KDE 4, distributors, and bleeding-edge software
Posted Jan 30, 2009 15:51 UTC (Fri) by
malor (subscriber, #2973)
In reply to:
KDE 4, distributors, and bleeding-edge software by roblucid
Parent article:
KDE 4, distributors, and bleeding-edge software
They didn't lie, they were very upfront about it.
No, they weren't. They called it 4.0 explicitly to manipulate people into testing it that otherwise wouldn't. It wasn't feature complete, it wasn't done, but they gave it a stable release number purposely, and admittedly, to get more testers.
All they had to do was call it 4.0-alpha, and all would be well. No fuss, no muss, nobody would be upset. Once they got to feature complete, they could have called it beta.
But they didn't. They've directly copped to this: they tricked people into testing for them. They loudly insist that they weren't deceptive, but of course they were. They've stated that they knew that calling it 4.0 would get them more testers. They knew what 4.0 meant. Putting that release number has a very strong implication of stability and feature-completeness. Then, they put in the fine print, "Oh, gee, this isn't actually any damn good yet, and you shouldn't use it."
They did this to get people to test that otherwise would not. And, as you can see in the quote in the original article, they're proud that their lie worked.
If everyone started doing that, free software would be very badly damaged.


§ Action item
Repeat the entries below exactly and in full.

§ Extracted records

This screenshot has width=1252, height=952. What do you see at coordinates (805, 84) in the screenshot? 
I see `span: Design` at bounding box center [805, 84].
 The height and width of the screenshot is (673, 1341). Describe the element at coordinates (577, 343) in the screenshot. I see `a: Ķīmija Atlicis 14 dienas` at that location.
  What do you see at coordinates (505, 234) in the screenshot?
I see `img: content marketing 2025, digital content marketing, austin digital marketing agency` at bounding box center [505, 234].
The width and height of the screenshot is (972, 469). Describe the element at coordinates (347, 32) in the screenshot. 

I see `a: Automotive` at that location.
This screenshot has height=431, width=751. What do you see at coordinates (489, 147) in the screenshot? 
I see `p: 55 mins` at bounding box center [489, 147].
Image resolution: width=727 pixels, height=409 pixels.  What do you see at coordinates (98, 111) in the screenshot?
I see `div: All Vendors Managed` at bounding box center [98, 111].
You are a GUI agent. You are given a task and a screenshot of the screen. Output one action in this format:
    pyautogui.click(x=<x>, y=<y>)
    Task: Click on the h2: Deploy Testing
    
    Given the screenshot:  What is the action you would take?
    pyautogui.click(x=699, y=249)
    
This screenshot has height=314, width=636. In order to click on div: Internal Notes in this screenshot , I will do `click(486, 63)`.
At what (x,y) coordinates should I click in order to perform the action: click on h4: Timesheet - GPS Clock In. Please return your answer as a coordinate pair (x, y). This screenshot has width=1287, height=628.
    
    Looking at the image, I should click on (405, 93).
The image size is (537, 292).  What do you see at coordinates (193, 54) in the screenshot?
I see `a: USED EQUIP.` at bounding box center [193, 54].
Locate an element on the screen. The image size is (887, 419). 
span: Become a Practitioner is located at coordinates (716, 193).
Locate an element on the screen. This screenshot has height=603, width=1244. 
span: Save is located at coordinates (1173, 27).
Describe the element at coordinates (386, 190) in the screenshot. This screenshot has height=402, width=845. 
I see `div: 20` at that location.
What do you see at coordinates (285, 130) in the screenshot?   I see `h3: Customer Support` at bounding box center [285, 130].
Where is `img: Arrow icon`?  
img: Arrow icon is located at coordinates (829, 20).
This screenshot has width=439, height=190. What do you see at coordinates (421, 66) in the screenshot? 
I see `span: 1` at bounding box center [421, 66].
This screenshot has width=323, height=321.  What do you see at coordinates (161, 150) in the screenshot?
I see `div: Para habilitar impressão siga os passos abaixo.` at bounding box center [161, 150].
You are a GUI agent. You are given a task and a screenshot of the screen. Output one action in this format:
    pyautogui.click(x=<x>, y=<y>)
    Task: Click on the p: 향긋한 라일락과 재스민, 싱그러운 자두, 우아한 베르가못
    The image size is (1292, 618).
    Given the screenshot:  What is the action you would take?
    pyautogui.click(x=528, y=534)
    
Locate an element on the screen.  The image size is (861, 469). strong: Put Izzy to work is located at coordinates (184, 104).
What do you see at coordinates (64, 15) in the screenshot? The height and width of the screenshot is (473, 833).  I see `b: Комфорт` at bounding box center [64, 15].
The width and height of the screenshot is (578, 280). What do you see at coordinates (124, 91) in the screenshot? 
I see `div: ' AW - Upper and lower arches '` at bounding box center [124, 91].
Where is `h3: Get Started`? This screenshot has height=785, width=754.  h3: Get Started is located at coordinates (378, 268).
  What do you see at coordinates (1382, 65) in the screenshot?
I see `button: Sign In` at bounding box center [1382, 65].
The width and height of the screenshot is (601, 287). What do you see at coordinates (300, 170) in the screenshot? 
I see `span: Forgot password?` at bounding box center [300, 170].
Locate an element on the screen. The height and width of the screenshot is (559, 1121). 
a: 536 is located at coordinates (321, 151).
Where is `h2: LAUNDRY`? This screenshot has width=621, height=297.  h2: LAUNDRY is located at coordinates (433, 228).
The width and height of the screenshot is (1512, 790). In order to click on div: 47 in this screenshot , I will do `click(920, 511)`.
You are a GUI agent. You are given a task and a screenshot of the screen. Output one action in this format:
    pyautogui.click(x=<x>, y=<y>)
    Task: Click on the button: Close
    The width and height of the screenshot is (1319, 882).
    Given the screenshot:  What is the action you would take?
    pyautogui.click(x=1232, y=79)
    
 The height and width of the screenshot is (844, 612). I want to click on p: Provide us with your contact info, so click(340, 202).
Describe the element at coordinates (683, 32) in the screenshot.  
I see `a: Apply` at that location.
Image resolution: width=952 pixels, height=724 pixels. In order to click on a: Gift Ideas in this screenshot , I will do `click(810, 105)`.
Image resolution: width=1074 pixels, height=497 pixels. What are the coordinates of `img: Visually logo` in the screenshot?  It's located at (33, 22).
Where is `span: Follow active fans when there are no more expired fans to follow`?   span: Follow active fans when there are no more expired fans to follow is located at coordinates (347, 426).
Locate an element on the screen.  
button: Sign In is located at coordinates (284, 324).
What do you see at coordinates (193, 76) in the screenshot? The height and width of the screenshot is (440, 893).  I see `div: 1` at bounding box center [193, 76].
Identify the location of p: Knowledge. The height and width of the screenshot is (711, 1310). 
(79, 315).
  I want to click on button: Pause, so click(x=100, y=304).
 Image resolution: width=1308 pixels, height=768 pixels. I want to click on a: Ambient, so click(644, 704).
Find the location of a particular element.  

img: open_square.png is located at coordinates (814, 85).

§ Task solution
This screenshot has width=1252, height=952. What do you see at coordinates (805, 84) in the screenshot? 
I see `span: Design` at bounding box center [805, 84].
 The height and width of the screenshot is (673, 1341). Describe the element at coordinates (577, 343) in the screenshot. I see `a: Ķīmija Atlicis 14 dienas` at that location.
  What do you see at coordinates (505, 234) in the screenshot?
I see `img: content marketing 2025, digital content marketing, austin digital marketing agency` at bounding box center [505, 234].
The width and height of the screenshot is (972, 469). Describe the element at coordinates (347, 32) in the screenshot. 

I see `a: Automotive` at that location.
This screenshot has height=431, width=751. What do you see at coordinates (489, 147) in the screenshot? 
I see `p: 55 mins` at bounding box center [489, 147].
Image resolution: width=727 pixels, height=409 pixels.  What do you see at coordinates (98, 111) in the screenshot?
I see `div: All Vendors Managed` at bounding box center [98, 111].
You are a GUI agent. You are given a task and a screenshot of the screen. Output one action in this format:
    pyautogui.click(x=<x>, y=<y>)
    Task: Click on the h2: Deploy Testing
    
    Given the screenshot:  What is the action you would take?
    pyautogui.click(x=699, y=249)
    
This screenshot has height=314, width=636. In order to click on div: Internal Notes in this screenshot , I will do `click(486, 63)`.
At what (x,y) coordinates should I click in order to perform the action: click on h4: Timesheet - GPS Clock In. Please return your answer as a coordinate pair (x, y). This screenshot has width=1287, height=628.
    
    Looking at the image, I should click on (405, 93).
The image size is (537, 292).  What do you see at coordinates (193, 54) in the screenshot?
I see `a: USED EQUIP.` at bounding box center [193, 54].
Locate an element on the screen. The image size is (887, 419). 
span: Become a Practitioner is located at coordinates (716, 193).
Locate an element on the screen. This screenshot has height=603, width=1244. 
span: Save is located at coordinates (1173, 27).
Describe the element at coordinates (386, 190) in the screenshot. This screenshot has height=402, width=845. 
I see `div: 20` at that location.
What do you see at coordinates (285, 130) in the screenshot?   I see `h3: Customer Support` at bounding box center [285, 130].
Where is `img: Arrow icon`?  
img: Arrow icon is located at coordinates (829, 20).
This screenshot has width=439, height=190. What do you see at coordinates (421, 66) in the screenshot? 
I see `span: 1` at bounding box center [421, 66].
This screenshot has width=323, height=321.  What do you see at coordinates (161, 150) in the screenshot?
I see `div: Para habilitar impressão siga os passos abaixo.` at bounding box center [161, 150].
You are a GUI agent. You are given a task and a screenshot of the screen. Output one action in this format:
    pyautogui.click(x=<x>, y=<y>)
    Task: Click on the p: 향긋한 라일락과 재스민, 싱그러운 자두, 우아한 베르가못
    The image size is (1292, 618).
    Given the screenshot:  What is the action you would take?
    pyautogui.click(x=528, y=534)
    
Locate an element on the screen.  The image size is (861, 469). strong: Put Izzy to work is located at coordinates (184, 104).
What do you see at coordinates (64, 15) in the screenshot? The height and width of the screenshot is (473, 833).  I see `b: Комфорт` at bounding box center [64, 15].
The width and height of the screenshot is (578, 280). What do you see at coordinates (124, 91) in the screenshot? 
I see `div: ' AW - Upper and lower arches '` at bounding box center [124, 91].
Where is `h3: Get Started`? This screenshot has height=785, width=754.  h3: Get Started is located at coordinates (378, 268).
  What do you see at coordinates (1382, 65) in the screenshot?
I see `button: Sign In` at bounding box center [1382, 65].
The width and height of the screenshot is (601, 287). What do you see at coordinates (300, 170) in the screenshot? 
I see `span: Forgot password?` at bounding box center [300, 170].
Locate an element on the screen. The height and width of the screenshot is (559, 1121). 
a: 536 is located at coordinates (321, 151).
Where is `h2: LAUNDRY`? This screenshot has width=621, height=297.  h2: LAUNDRY is located at coordinates (433, 228).
The width and height of the screenshot is (1512, 790). In order to click on div: 47 in this screenshot , I will do `click(920, 511)`.
You are a GUI agent. You are given a task and a screenshot of the screen. Output one action in this format:
    pyautogui.click(x=<x>, y=<y>)
    Task: Click on the button: Close
    The width and height of the screenshot is (1319, 882).
    Given the screenshot:  What is the action you would take?
    pyautogui.click(x=1232, y=79)
    
 The height and width of the screenshot is (844, 612). I want to click on p: Provide us with your contact info, so click(340, 202).
Describe the element at coordinates (683, 32) in the screenshot.  
I see `a: Apply` at that location.
Image resolution: width=952 pixels, height=724 pixels. In order to click on a: Gift Ideas in this screenshot , I will do `click(810, 105)`.
Image resolution: width=1074 pixels, height=497 pixels. What are the coordinates of `img: Visually logo` in the screenshot?  It's located at (33, 22).
Where is `span: Follow active fans when there are no more expired fans to follow`?   span: Follow active fans when there are no more expired fans to follow is located at coordinates (347, 426).
Locate an element on the screen.  
button: Sign In is located at coordinates (284, 324).
What do you see at coordinates (193, 76) in the screenshot? The height and width of the screenshot is (440, 893).  I see `div: 1` at bounding box center [193, 76].
Identify the location of p: Knowledge. The height and width of the screenshot is (711, 1310). 
(79, 315).
  I want to click on button: Pause, so click(x=100, y=304).
 Image resolution: width=1308 pixels, height=768 pixels. I want to click on a: Ambient, so click(644, 704).
Find the location of a particular element.  

img: open_square.png is located at coordinates (814, 85).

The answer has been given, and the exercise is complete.